Using Claude to Clone Confluence in 16 Minutes
Day three. Another SaaS subscription, another Single Serving Application. I've now replaced Harvest (time tracking) and Trello (project management) with AI-generated clones. Today's target: Confluence -- Atlassian's knowledge management and wiki platform. Claude Opus 4.6 built a fully functional Confluence clone in 16 minutes, consuming 106,000 tokens. That's the fastest build yet -- down from 18 minutes for Harvest and 19 for Trello. The pattern is holding: requirements in, working application out, no human intervention needed.
Using Claude to Clone Trello in 20 Minutes
Last week I had Claude Opus 4.6 and GPT-5.3-Codex race to build a Harvest clone. Claude won decisively. That experiment killed a $180/year SaaS subscription. Naturally, I started looking at my other subscriptions. Trello was next on the list. I've used it for years to manage personal projects, product roadmaps, and random ideas. It's a great product -- but it's also a multi-tenant, collaboration-heavy platform where I use maybe 20% of the features. A perfect candidate for a Single Serving Application. So I wrote a requirements document, handed it to Claude Opus 4.6, and walked away. 19 minutes and 137,000 tokens later, I had a fully functional Kanban board running on localhost.
Ephemeral Apps Are Almost Here
I recently built a Harvest clone in 18 minutes, a Trello clone in 19 minutes, and a Confluence clone in 16 minutes. All three were generated entirely by Claude Opus 4.6 from requirements documents. All run in Docker. All work.
Single Serving Applications - The Clones
I'm systematically replacing my SaaS subscriptions with Single Serving Applications -- purpose-built, AI-generated apps designed for an audience of one.

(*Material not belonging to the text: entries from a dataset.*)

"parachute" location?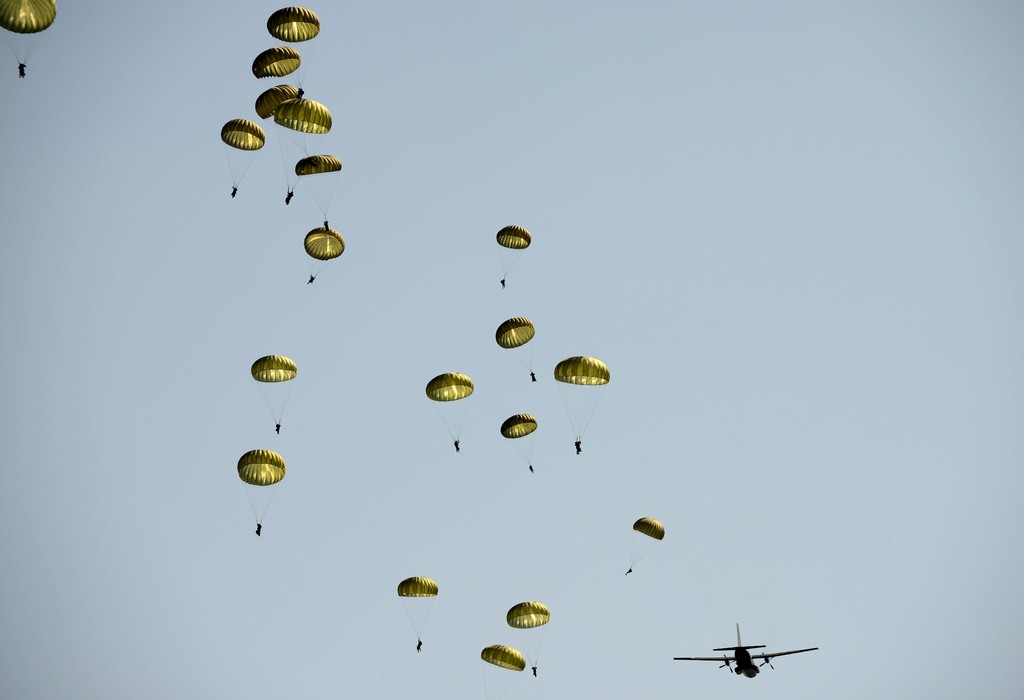
<region>546, 356, 608, 437</region>
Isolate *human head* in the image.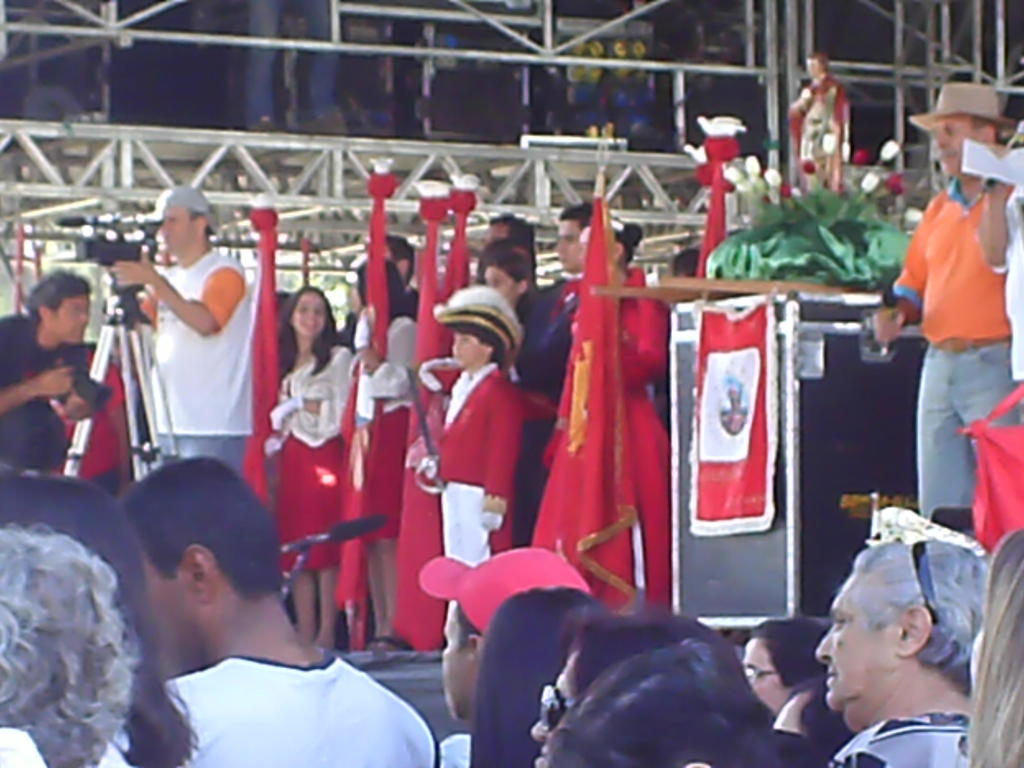
Isolated region: (x1=163, y1=188, x2=231, y2=262).
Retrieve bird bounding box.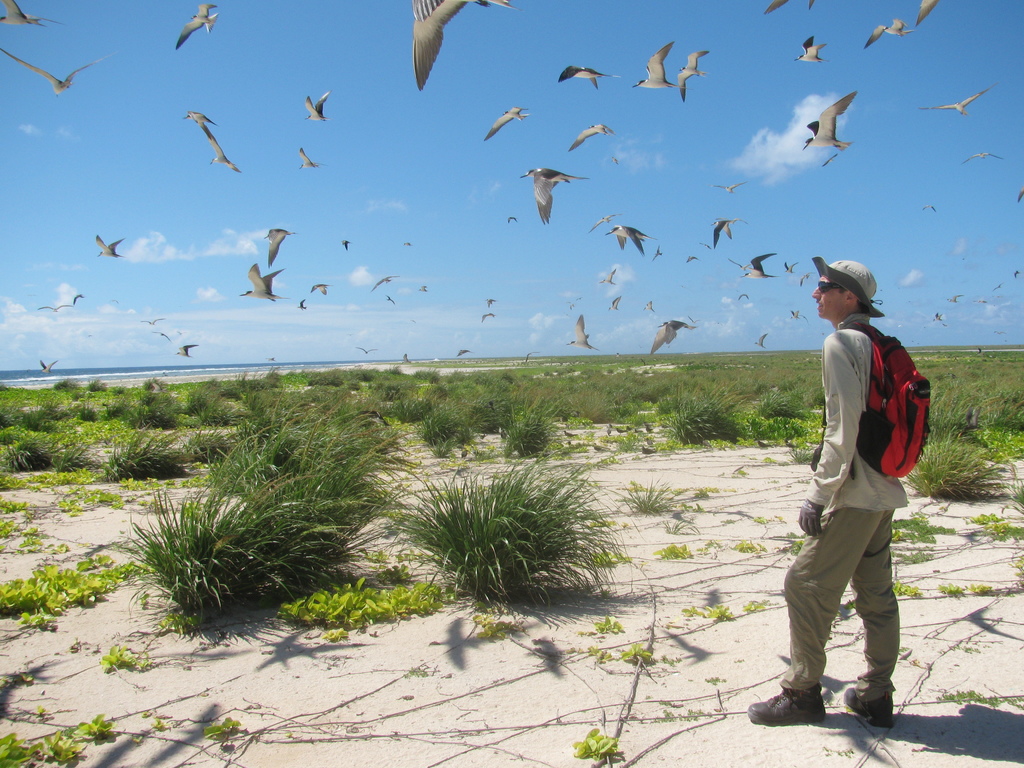
Bounding box: box(794, 26, 827, 70).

Each clone is built by Claude Opus 4.6 from a requirements document, runs via Docker Compose, and costs essentially nothing to operate.
The Single Serving Application
I recently had two AI models build a complete Harvest clone in under 20 minutes. The winning version covered 97% of Harvest's features. I'm seriously considering canceling my $180/year subscription and using it instead. That experiment got me thinking about something bigger than one app replacement. We're entering an era where a competent engineer with an AI coding assistant can generate a fully functional web application from a requirements document in the time it takes to eat lunch. That changes the economics of software in a fundamental way.